Chapter 11: Advanced Core Semantics

Source Deep Dive: sc_event_queue

How sc_event_queue models repeated timed notifications and why it is useful for timers, delayed work, and modeling adapters.

How to Read This Lesson

sc_event is a single named event. sc_event_queue is what you reach for when a channel or helper object needs to manage many future notifications through one observable event.

Source and LRM Trail

Use Docs/LRMs/SystemC_LRM_1666-2023.pdf for event and timed notification semantics. In source, inspect .codex-src/systemc/src/sysc/kernel/sc_event_queue.* and the event scheduling machinery in sc_event.* and sc_simcontext.*.

The Problem sc_event_queue Solves

Suppose a peripheral schedules several future interrupts. You could allocate a separate sc_event per interrupt, but that becomes awkward when events are dynamic.

sc_event_queue lets you do this:

SC_MODULE(Device) {
  sc_core::sc_event_queue irq_queue;
 
  SC_CTOR(Device) {
    SC_METHOD(on_irq);
    sensitive << irq_queue.default_event();
    dont_initialize();
  }
 
  void schedule_irq(sc_core::sc_time delay) {
    irq_queue.notify(delay);
  }
 
  void on_irq() {
    std::cout << "IRQ event at " << sc_core::sc_time_stamp() << "\n";
  }
};

The user-facing mental model is simple: every notify(delay) schedules work, and the queue exposes a default event that fires when the next queued notification matures.

How the Source Makes This Work

Internally, an event queue manages timed notifications and exposes a single event-like interface to the rest of the model. It is a helper around the same scheduler idea you already know: future work is stored until simulation time reaches the scheduled point.

The important distinction is that sc_event generally has one pending timed notification state, while an event queue is designed for multiple queued notifications.

Where This Shows Up in Real Models

Use an event queue for:

  • delayed peripheral interrupts
  • modeling timer compare events
  • retry scheduling after bus contention
  • adapters that convert external timestamps into SystemC events
  • rate-limited callbacks where several future activations may already be known

Avoid it when a normal sc_event or wait(delay) is enough. Extra scheduling machinery makes the model harder to reason about if you do not need it.

Review Checklist

  • Can more than one future notification be pending?
  • Is the default event used for sensitivity instead of exposing internals?
  • Are events canceled or allowed to drain deliberately?
  • Does the model document whether multiple notifications at the same timestamp collapse or produce repeated activations?
  • Would a normal sc_event be clearer?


Scan the entries below and report only how many lines contain "name".

○ ○ ○ ○ ○

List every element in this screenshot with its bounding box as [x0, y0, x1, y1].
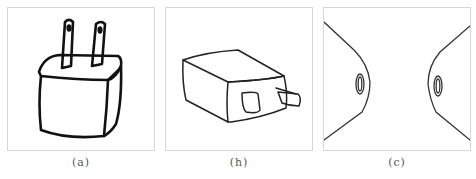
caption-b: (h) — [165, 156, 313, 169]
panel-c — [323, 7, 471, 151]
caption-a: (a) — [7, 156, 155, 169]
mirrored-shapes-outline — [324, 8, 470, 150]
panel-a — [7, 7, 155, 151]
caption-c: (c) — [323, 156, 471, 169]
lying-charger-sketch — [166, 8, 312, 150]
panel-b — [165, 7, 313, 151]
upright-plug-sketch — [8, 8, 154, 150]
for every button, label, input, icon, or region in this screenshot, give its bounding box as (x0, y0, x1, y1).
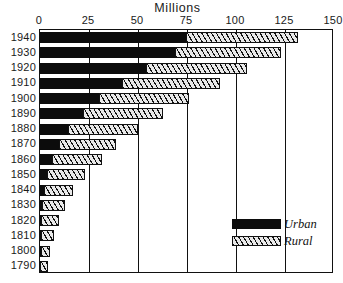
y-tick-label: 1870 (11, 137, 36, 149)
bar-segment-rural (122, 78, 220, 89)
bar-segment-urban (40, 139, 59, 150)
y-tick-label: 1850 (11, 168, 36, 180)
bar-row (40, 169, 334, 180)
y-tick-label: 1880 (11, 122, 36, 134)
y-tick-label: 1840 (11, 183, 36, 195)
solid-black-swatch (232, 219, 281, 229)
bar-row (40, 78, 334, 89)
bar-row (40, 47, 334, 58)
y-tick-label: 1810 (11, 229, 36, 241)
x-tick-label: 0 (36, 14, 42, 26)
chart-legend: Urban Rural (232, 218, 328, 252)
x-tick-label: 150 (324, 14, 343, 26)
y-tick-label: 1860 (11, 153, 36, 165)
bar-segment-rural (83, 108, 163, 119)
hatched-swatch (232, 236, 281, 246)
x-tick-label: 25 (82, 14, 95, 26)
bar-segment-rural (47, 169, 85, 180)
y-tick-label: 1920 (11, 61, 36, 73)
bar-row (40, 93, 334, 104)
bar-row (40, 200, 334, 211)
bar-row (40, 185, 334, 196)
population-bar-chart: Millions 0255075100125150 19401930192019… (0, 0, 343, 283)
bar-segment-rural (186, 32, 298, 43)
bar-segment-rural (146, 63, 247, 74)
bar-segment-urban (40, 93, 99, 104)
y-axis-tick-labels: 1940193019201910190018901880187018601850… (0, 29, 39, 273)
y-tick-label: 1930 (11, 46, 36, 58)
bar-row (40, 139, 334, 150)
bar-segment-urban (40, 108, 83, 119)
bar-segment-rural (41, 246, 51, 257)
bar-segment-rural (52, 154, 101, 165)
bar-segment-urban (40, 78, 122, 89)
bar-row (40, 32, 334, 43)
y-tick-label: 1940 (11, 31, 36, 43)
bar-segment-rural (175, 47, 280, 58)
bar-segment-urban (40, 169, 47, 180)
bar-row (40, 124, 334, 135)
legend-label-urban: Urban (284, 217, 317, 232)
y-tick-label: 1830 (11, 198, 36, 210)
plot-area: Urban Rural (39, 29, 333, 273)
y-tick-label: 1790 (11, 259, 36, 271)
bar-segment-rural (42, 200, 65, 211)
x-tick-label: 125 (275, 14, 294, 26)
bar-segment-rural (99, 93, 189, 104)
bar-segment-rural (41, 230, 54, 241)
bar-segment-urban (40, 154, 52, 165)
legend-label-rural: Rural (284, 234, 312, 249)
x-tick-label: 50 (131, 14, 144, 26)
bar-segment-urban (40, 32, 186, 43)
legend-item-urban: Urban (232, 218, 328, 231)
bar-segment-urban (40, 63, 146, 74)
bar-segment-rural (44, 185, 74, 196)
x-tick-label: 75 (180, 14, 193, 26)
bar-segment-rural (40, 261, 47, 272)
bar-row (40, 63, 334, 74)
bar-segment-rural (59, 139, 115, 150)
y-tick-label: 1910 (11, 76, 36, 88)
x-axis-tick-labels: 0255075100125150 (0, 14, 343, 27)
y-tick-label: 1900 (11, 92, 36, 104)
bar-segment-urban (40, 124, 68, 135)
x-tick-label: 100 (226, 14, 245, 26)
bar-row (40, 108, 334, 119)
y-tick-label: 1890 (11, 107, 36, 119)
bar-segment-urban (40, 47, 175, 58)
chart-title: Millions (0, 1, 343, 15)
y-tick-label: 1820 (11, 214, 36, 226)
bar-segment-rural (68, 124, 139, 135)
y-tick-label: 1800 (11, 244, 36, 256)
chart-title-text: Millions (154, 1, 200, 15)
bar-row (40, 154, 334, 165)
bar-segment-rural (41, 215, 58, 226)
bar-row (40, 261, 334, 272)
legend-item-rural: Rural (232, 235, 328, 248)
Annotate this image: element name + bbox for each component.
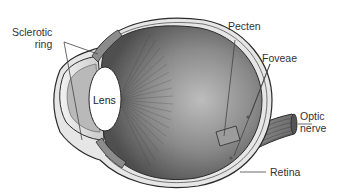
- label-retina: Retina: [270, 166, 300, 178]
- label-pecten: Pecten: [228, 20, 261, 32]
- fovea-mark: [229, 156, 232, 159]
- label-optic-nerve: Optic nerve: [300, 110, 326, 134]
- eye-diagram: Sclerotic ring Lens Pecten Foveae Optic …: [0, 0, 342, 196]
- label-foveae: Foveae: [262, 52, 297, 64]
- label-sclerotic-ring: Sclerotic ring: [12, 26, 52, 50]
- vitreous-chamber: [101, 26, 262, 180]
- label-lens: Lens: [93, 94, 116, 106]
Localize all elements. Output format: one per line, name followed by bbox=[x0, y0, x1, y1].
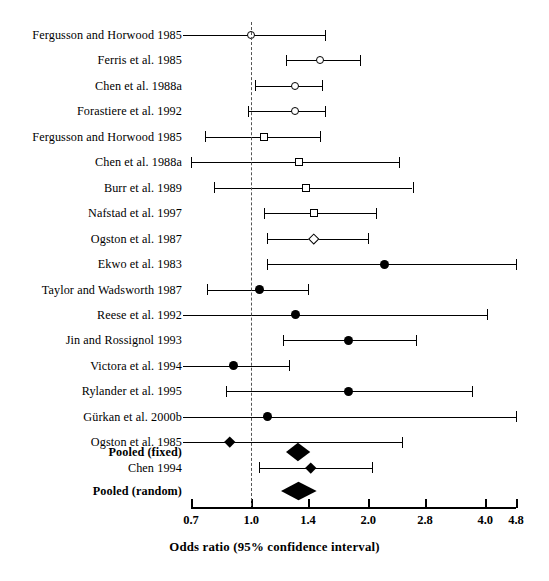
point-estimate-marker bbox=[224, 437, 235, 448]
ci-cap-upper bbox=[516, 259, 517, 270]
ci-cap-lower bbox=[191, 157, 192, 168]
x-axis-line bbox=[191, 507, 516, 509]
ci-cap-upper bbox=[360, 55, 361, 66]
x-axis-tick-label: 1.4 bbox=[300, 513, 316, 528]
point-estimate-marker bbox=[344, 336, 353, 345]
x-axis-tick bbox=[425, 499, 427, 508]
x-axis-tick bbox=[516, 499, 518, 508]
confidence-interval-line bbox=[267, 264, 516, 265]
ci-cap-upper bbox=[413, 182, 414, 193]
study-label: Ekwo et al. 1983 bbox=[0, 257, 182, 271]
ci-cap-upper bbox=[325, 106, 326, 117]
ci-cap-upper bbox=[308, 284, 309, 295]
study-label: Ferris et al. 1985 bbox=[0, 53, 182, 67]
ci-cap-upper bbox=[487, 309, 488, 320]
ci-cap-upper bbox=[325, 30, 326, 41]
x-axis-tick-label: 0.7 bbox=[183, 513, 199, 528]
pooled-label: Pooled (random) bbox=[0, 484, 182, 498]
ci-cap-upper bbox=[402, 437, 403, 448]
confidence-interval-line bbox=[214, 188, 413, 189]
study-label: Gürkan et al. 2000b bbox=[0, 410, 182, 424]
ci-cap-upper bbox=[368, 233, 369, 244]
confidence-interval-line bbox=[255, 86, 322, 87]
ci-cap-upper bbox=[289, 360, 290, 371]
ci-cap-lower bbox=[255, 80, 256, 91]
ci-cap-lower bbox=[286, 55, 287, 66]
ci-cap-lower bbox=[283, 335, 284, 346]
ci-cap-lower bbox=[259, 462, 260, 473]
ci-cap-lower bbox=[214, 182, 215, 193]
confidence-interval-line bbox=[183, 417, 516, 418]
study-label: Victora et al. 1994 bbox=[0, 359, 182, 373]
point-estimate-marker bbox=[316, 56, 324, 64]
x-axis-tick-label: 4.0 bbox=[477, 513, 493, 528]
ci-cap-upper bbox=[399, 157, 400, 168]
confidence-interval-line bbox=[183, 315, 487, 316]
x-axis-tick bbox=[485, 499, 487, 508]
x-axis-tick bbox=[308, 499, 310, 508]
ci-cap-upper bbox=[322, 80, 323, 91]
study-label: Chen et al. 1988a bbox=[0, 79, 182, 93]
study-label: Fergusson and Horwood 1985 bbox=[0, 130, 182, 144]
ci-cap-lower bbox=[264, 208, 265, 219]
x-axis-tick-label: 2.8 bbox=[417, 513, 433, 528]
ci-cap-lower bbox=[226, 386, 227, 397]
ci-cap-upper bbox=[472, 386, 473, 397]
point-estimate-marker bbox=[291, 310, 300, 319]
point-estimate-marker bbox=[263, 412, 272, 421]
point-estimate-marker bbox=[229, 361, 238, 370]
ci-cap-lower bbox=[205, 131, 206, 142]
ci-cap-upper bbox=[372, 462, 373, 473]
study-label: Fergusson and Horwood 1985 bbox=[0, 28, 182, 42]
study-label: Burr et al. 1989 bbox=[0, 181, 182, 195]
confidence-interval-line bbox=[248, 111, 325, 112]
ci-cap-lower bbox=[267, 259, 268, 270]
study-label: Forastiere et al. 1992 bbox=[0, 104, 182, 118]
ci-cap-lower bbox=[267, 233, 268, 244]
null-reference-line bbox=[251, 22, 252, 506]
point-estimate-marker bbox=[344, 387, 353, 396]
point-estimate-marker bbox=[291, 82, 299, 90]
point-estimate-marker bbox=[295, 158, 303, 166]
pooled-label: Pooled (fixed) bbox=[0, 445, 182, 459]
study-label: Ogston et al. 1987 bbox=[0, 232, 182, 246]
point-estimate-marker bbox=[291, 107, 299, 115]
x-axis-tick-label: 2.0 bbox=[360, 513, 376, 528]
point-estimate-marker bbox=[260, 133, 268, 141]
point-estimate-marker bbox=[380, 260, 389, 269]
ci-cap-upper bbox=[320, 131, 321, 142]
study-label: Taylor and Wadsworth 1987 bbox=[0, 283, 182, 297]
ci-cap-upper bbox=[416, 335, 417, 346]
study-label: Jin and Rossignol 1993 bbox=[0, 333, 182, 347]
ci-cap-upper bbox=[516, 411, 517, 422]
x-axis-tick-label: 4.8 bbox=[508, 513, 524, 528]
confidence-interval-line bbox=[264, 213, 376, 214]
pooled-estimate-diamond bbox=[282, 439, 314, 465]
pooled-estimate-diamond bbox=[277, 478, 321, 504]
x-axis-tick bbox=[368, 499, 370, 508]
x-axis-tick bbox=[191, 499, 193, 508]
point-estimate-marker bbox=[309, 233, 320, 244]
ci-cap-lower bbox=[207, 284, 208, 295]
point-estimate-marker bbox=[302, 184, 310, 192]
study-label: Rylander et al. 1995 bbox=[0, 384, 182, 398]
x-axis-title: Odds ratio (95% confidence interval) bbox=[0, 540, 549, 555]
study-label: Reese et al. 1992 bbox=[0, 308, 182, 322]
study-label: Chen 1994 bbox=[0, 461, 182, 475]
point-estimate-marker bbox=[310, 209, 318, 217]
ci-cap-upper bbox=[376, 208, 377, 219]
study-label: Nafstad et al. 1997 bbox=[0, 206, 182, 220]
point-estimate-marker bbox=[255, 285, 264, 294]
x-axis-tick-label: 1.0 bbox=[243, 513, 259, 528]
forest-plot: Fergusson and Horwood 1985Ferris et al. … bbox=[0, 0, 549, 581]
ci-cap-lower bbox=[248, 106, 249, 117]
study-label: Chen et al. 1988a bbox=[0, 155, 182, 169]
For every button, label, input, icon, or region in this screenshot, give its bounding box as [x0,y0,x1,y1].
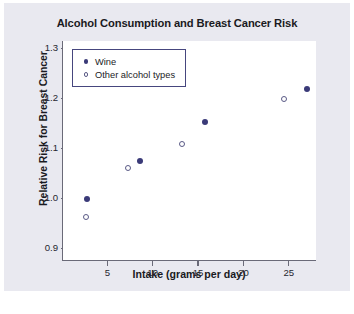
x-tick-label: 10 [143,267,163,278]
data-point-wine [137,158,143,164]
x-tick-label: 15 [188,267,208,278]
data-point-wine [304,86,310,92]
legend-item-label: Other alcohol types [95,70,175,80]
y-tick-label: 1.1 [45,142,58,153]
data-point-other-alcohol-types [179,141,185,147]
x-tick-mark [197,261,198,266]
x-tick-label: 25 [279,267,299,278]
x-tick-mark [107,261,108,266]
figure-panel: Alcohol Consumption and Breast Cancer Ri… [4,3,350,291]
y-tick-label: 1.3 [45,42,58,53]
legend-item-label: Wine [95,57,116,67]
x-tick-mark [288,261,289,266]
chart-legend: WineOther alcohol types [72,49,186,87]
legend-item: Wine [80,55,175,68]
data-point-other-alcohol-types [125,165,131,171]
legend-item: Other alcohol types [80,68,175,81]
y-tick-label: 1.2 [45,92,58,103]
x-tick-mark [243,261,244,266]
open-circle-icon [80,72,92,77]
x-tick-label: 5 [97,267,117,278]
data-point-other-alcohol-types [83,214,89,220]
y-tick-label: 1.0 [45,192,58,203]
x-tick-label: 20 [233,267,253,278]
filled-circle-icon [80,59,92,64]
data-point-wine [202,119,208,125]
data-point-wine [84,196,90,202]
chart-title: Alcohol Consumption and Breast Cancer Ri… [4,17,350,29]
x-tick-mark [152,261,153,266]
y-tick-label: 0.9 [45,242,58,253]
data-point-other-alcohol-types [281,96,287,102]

○ ○ ○ ○ ○

> _Exercise answer_: 2